And a lot of American movies, too. "Big Shots" is a modern urban retread of "Huckleberry Finn," except that the black character plays both Huck and Jim, the white kid is Tom Sawyer and the Mississippi River has been turned into an interstate highway. The result is more entertaining than you might think.

The movie begins with a father going fishing with his teenage son (Ricky Busker) and telling him some of the facts of life. Within a few days, the father is dead, and in grief his son gets on his bicycle and peddles off blindly from the Chicago suburb where he lives. He eventually ends up on Chicago's South Side, where he is mugged by some tough teenagers. Then he makes a friend.

The friend is named Scam (Darius McCrary) and he also is without a father. He's the Huck Finn type. He is able to live in a motel by conning the owner into believing his father is arriving any day to pay the bills. He knows all the characters on the street and lives by his wits. He's tough and smart, but inside he's still a vulnerable little boy. The two kids from such completely different backgrounds become friends, and then they get involved in a series of capers.
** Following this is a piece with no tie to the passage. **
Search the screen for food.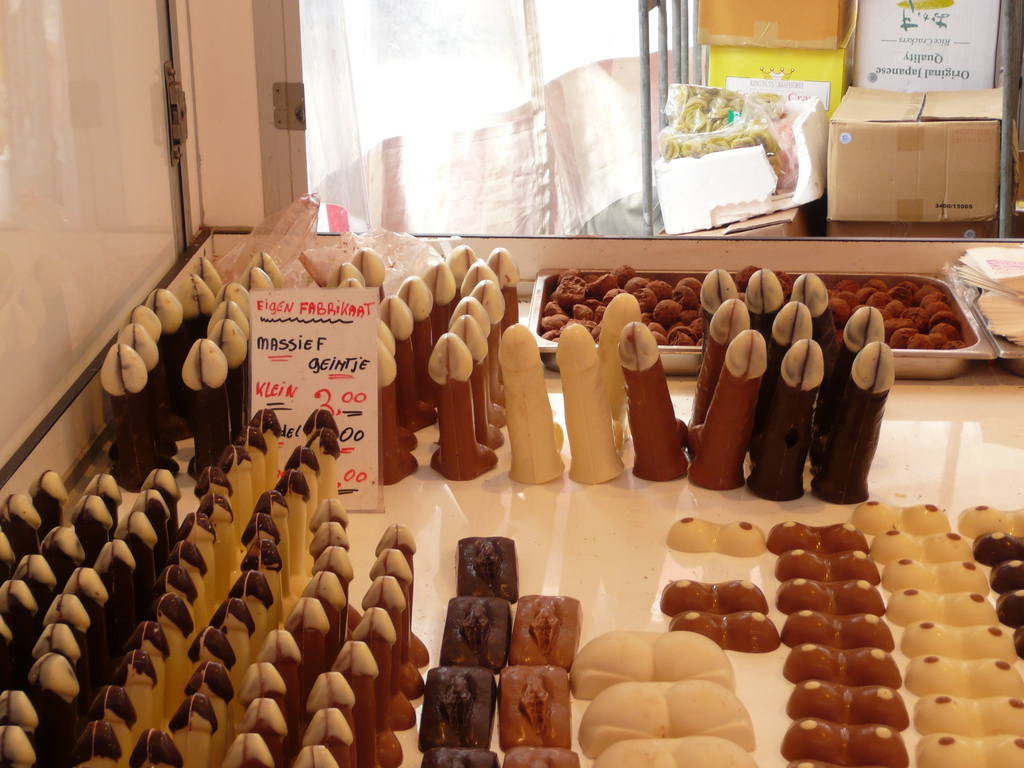
Found at <box>666,514,769,555</box>.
The action in this movie is mostly recycled out of the same stockpile as all the other movie and TV entertainments involving crime, cops, criminals and car chases. What's fresh is the idea of the two friends in the middle of everything. They need to raise some money, and they run afoul of a crooked pawnbroker (Robert Prosky). They need some help from an adult, and they enlist a hard-drinking fence (Paul Winfield). They steal an expensive car, which belongs to a mysterious criminal (Jerzy Skolimowski) and his lame-brain sidekick.
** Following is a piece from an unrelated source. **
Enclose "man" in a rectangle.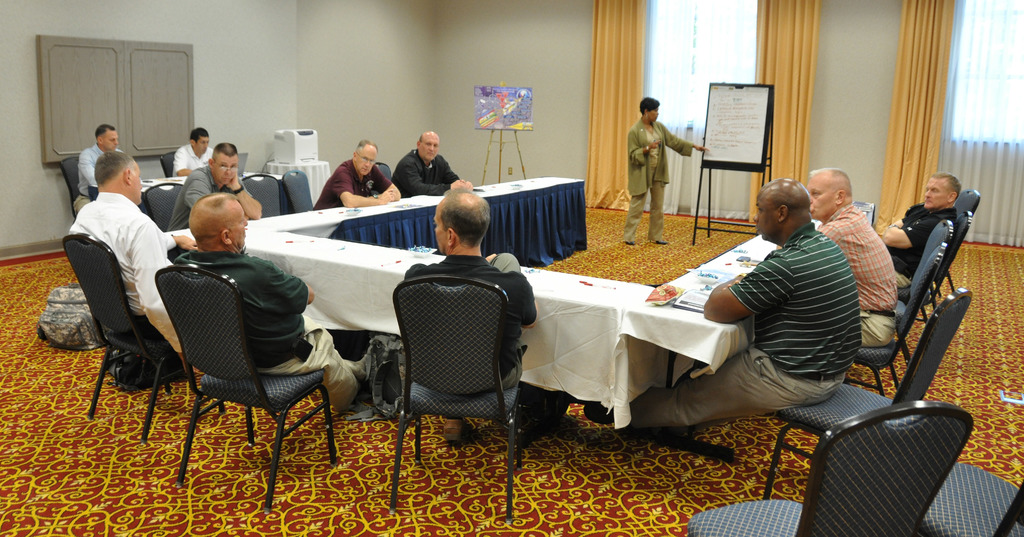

The centerpiece of the movie is a long chase down the continent, from Chicago to the Deep South. The two friends have embarked on a plan to find Scam's father, who has been absent for years. All they have is an old address on a driver's license. And chasing them, in a rented car, are the two hoods. This is a little like the trip down the Mississippi to find Jim's family.
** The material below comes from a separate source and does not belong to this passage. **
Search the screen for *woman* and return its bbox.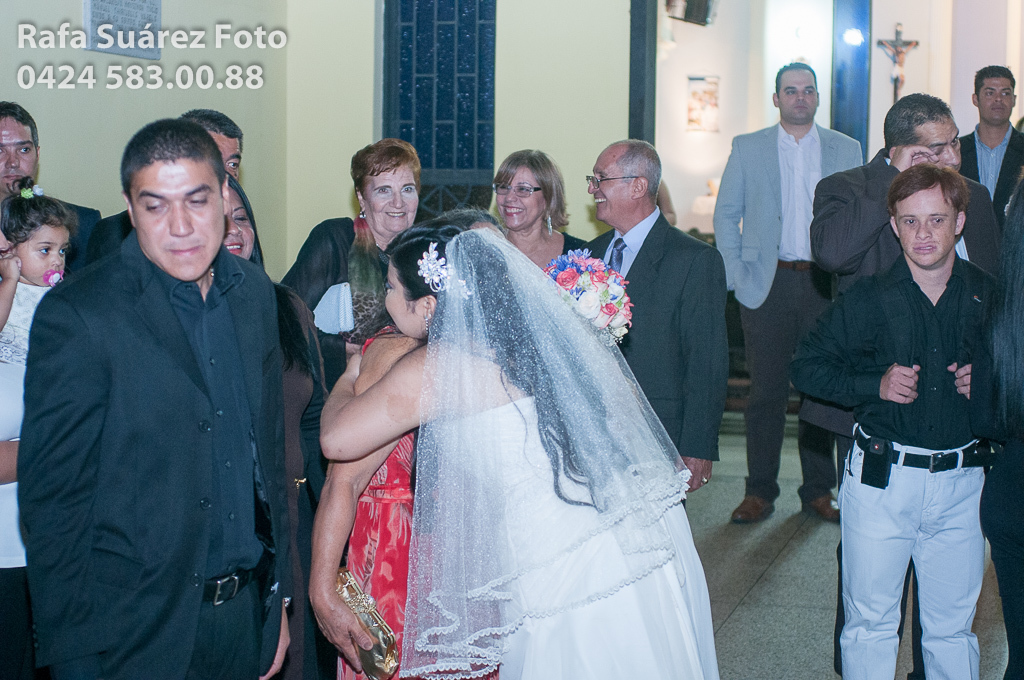
Found: 279:137:424:507.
"Big Shots" is a strange film because it is so relentlessly conventional some of the time and so original at other times. It doesn't want to tell the real story of real kids; the heroes obviously are fictional and there are all sorts of logical errors in what they do. But the friendship between them does come across as the real thing, and the supporting performances by the adults in their life are offbeat and generally entertaining.

The problem is that the writer, Joe Eszterhas, and the director, Robert Mandel, have seen too many TV cop dramas and movie chase scenes. If this movie is essentially a comedy, and I think it is, then why is Skolimowski's gangster allowed to be so mean and violent? Why does some of the action, including a couple of car crashes, seem to belong in a different movie? Why couldn't a consistent tone be found for the whole movie? It's like they invented original characters in an original plot and then kept slipping back onto the assembly line with the action scenes.

I liked the two leads. McCrary makes a chunky, utterly self-confident black street kid who knows all of the ropes but has a good heart. Busker at first comes on a little tentative, but that's the character. After he makes partners with his new friend, they turn into an acting team so smooth and assured that I'd like to see them again. And somehow I think I will - in a sitcom, probably.

Roger Ebert

Roger Ebert was the film critic of the Chicago Sun-Times from 1967 until his death in 2013. In 1975, he won the Pulitzer Prize for distinguished criticism.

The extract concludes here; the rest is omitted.